Similarly with the crafts guilds. Not only did they keep things artificially expensive by preventing people from engaging in the trade, their very explicit rules on how to produce stuff kept these crafts in the stone age. Guild rules that "required" to use a particular tool or instrument or method of production and "required" to produce cloth with so many threads per square inch, stifled a lot of technical innovation & quality improvements. Productivity growth was absolutely zilch for many centuries.
It was this type of economic insanity -- non-competition, anti-innovation, unreflective prices, prohibition of commercial traffic -- that kept Medieval economies tied up knots under persistent shortages and on the brink of starvation at all times.
But there was very little understanding of economics back then. And when the rulers were told by some selfish guild masters that "allowing x would ruin us. And if we are ruined, imagine the shortages that will result!", they believed them. e.g. price ceilings & the prohibition of grain traffic was instituted out of fear that free markets would lead to grain being exported and "cause" famines. Whereas the truth is that, under free prices & free markets, precisely the opposite would occur: grain would be transported from bumper regions
to starving regions; it is what
fixes shortages & fends off famines. But the rulers didn't realize that and, of course, the guildmasters did not enlighten them but rather encouraged their misconceptions.
There were two bright spots in the Medieval world: fairs & abbeys.
Fairs were the seeds of the capitalism since guild rules were suspended during fair periods and
anyone could buy & sell whatever they wanted to the public at whatever price they could negotiate.
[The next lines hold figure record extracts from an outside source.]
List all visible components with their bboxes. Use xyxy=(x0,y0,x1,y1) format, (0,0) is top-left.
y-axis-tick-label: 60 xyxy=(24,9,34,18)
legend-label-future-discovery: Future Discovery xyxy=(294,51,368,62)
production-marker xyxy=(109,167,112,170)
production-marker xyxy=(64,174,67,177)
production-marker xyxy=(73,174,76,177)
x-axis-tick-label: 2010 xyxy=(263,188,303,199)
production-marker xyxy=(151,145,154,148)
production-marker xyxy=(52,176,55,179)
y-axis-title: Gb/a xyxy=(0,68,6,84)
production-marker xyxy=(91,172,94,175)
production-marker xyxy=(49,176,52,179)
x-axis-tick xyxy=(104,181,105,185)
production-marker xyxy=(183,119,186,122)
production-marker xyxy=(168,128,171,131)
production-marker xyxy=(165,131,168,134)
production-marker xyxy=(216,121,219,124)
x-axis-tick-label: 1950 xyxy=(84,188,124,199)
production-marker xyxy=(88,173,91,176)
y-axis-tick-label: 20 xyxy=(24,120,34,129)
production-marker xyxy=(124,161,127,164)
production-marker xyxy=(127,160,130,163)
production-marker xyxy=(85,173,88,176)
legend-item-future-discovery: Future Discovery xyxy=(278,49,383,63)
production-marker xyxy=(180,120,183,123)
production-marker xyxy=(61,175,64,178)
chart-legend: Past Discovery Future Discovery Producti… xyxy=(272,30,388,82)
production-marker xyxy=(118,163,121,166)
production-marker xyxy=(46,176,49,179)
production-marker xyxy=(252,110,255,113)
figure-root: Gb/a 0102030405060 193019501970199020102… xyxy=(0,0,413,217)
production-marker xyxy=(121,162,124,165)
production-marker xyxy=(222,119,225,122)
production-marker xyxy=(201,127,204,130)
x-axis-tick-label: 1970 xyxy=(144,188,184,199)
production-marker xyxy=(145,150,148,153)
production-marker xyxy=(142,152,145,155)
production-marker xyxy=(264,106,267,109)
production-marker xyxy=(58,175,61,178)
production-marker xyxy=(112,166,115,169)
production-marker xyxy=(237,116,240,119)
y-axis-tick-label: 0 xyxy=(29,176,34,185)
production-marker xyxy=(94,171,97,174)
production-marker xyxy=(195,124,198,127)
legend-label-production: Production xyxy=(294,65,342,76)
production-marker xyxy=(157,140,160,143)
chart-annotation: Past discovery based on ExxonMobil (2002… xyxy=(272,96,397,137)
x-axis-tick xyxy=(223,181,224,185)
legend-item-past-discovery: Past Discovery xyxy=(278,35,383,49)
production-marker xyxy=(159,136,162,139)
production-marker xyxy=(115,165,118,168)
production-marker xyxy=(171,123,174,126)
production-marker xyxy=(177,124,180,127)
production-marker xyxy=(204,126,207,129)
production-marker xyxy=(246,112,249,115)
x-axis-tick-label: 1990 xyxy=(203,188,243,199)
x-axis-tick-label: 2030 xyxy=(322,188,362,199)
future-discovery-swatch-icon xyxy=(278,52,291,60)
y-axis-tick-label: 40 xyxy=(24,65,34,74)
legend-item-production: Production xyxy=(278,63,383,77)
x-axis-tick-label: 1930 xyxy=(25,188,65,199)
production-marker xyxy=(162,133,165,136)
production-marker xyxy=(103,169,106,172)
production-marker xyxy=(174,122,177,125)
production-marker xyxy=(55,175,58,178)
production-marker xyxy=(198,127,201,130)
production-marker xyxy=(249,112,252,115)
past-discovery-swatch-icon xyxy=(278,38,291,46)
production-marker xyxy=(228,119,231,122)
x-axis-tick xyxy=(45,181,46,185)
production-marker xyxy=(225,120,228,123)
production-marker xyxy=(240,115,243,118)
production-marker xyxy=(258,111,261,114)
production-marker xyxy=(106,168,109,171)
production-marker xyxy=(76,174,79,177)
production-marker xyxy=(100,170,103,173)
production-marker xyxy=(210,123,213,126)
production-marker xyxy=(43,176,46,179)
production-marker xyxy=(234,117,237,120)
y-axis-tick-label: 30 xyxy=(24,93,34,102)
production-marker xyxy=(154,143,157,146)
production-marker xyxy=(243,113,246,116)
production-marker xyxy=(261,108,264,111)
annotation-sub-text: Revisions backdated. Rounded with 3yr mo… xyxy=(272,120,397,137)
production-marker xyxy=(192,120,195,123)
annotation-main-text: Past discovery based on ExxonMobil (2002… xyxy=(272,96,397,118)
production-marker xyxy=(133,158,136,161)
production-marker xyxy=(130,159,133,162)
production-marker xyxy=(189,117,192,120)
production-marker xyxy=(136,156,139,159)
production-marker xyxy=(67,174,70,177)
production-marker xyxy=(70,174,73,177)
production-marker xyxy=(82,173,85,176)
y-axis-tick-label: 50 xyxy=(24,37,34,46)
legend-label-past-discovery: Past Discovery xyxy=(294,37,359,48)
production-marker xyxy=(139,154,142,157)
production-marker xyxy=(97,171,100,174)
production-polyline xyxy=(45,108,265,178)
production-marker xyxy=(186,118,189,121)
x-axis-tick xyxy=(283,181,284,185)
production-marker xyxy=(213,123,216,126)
So at fairs, blacksmiths sold nails, journeyman could sell their services, bankers charged whatever interest rates they wanted, foreign merchants could come and sell their wares, etc. Even if everything could not be done within that short amount of time, contracts could be written up then under fair rules, and carried out during the remainder of the year. So, yeh, journeymen carpenters could just come to the fair and just collect contracts to build a hundred shelves, which they would then build in the course of the year and technically not be "in violation" of guild rules.
As time progressed, more and more economic activity became concentrated at fairs, and soon very little large-scale business was ever contracted outside of them. Fairs became increasingly less about "fun & games" and more & more about "serious business", esp. financing. Capitalism proper "begins" when Bruges instituted a "permanent" year-round fair (the "Bourse"), in the early 15th C. (followed up a century or so later by Antwerp & still later, London ("Royal Exchange")),
Heck, by the 16th C., the entire finances & budgets of the greatest monarchs were scheduled around fairs -- the French monarchy depended completely on the Lyons fair, the Spanish monarchy in its Golden Age lived & died by a circuit of three fairs (Antwerp, Piacenza and Medina-del-Campo). But that is a bit beyond our time period.
In the High Middle Ages, outside of fairs, the only other "free market" islands were the Abbeys. Medieval Abbeys were incorporated without guild structures, so abbey markets were free-for-alls. People could buy, sell, truck & barter, contract and be contracted at Abbeys, without any stifling rules (save perhaps canonical ones about usury & stuff). Abbeys were focal points of economic activity, one reason they were so very often envied & targeted by towns & rulers.